Abstract

Our own results and those of others have indicated that nonactivated glucocorticoid-receptor complexes are oligomeric proteins with Stokes radius R s = 8–9 nm, and that activation is accompanied by a reduction in size to R s = 5–6 nm. The most convincing evidence for the large size of the nonactivated compared to the activated complex has been obtained with cytosols stabilized with molybdate. It has been suggested, however, that molybdate causes aggregation of complexes. Here we show that nonactivated rat thymus complexes in cytosols with molybdate and 400 M KCl have R s = 8 nm. Furthermore, cytosols from WEHI-cells, which are exceptionally stable, show clear indications of 8 nM nonactivated complexes even without molybdate. The principal complexes in thymus cells under physiological conditions are the nonactivated, activated and nuclear-bound forms.
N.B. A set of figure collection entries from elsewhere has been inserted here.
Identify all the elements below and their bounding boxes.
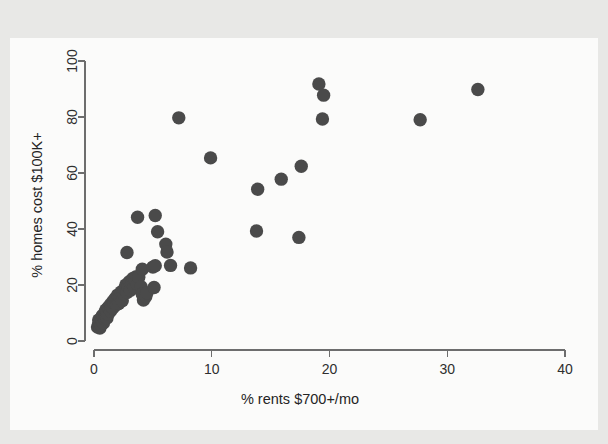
data-point [275,172,288,185]
x-tick-label: 40 [557,361,573,377]
data-point [172,111,185,124]
y-tick-label: 0 [64,337,80,345]
x-axis-ticks: 010203040 [90,350,573,377]
data-point [120,246,133,259]
x-tick-label: 20 [322,361,338,377]
data-point [413,113,426,126]
data-point [164,259,177,272]
data-point [149,259,162,272]
data-point [250,224,263,237]
y-tick-label: 100 [64,49,80,73]
data-point [149,209,162,222]
scanned-page: 010203040 020406080100 % rents $700+/mo … [0,0,608,444]
x-tick-label: 30 [439,361,455,377]
y-tick-label: 40 [64,221,80,237]
data-points-layer [91,77,485,335]
data-point [295,160,308,173]
x-tick-label: 10 [204,361,220,377]
data-point [471,83,484,96]
x-tick-label: 0 [90,361,98,377]
y-axis-ticks: 020406080100 [64,49,85,345]
data-point [317,88,330,101]
data-point [131,211,144,224]
x-axis-title: % rents $700+/mo [241,391,359,407]
data-point [147,281,160,294]
data-point [184,261,197,274]
data-point [151,225,164,238]
data-point [160,245,173,258]
y-tick-label: 20 [64,277,80,293]
y-tick-label: 80 [64,109,80,125]
data-point [316,112,329,125]
data-point [251,183,264,196]
y-axis-title: % homes cost $100K+ [29,132,45,278]
data-point [292,231,305,244]
data-point [204,151,217,164]
y-tick-label: 60 [64,165,80,181]
scatter-plot-figure: 010203040 020406080100 % rents $700+/mo … [0,0,608,444]
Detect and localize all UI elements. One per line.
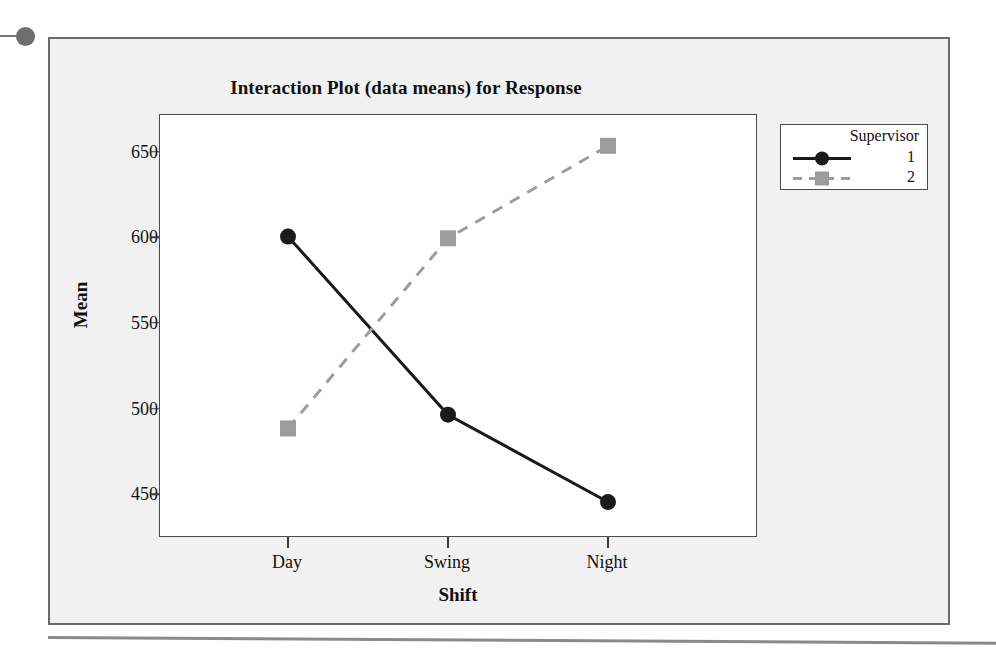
figure-frame: Interaction Plot (data means) for Respon… bbox=[48, 37, 950, 625]
data-point-2 bbox=[440, 230, 456, 246]
x-axis-label: Shift bbox=[159, 584, 757, 606]
y-tick-mark bbox=[150, 322, 159, 324]
data-point-1 bbox=[600, 494, 616, 510]
data-point-2 bbox=[280, 420, 296, 436]
plot-panel bbox=[159, 114, 757, 537]
scan-artifact-bullet-dot bbox=[16, 27, 35, 46]
y-tick-mark bbox=[150, 493, 159, 495]
y-tick-mark bbox=[150, 408, 159, 410]
legend-entry-1: 1 bbox=[781, 148, 927, 169]
x-tick-label: Night bbox=[586, 552, 627, 573]
series-line-1 bbox=[288, 237, 608, 502]
x-tick-mark bbox=[607, 537, 609, 548]
y-axis-ticks: 450500550600650 bbox=[88, 39, 158, 627]
y-tick-mark bbox=[150, 151, 159, 153]
plot-series-canvas bbox=[160, 115, 758, 538]
y-tick-mark bbox=[150, 237, 159, 239]
data-point-2 bbox=[600, 138, 616, 154]
data-point-1 bbox=[280, 229, 296, 245]
legend: Supervisor 1 2 bbox=[780, 124, 928, 190]
legend-label-series-1: 1 bbox=[907, 148, 915, 166]
scanned-figure-page: Interaction Plot (data means) for Respon… bbox=[0, 0, 996, 661]
legend-title: Supervisor bbox=[850, 127, 919, 145]
legend-label-series-2: 2 bbox=[907, 168, 915, 186]
x-tick-label: Day bbox=[272, 552, 302, 573]
x-tick-mark bbox=[287, 537, 289, 548]
page-bottom-rule bbox=[48, 636, 996, 645]
legend-entry-2: 2 bbox=[781, 168, 927, 189]
series-line-2 bbox=[288, 146, 608, 429]
legend-key-series-1 bbox=[791, 148, 853, 169]
legend-key-series-2 bbox=[791, 168, 853, 189]
x-tick-mark bbox=[447, 537, 449, 548]
data-point-1 bbox=[440, 407, 456, 423]
x-tick-label: Swing bbox=[424, 552, 470, 573]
We have studied the rapid kinetics of formation and interconversion of these complexes in intact cells at 37°C, using our newly-developed mini-column procedure to assay nonactivated and activated complexes. These kinetic results, along with many earlier results, can be accounted for quantitatively with a simple cyclic (irreversible) model in which the dissociation rate constant of the steroid plays a key role. The model predicts correctly the different degrees of activation in the cell with glucocorticoids such as triamcinolone acetonide and dexamethasone on the one hand, and cortisol and corticosterone on the other, without assuming steroid-specific allosteric influences of each of these steroids on the receptor.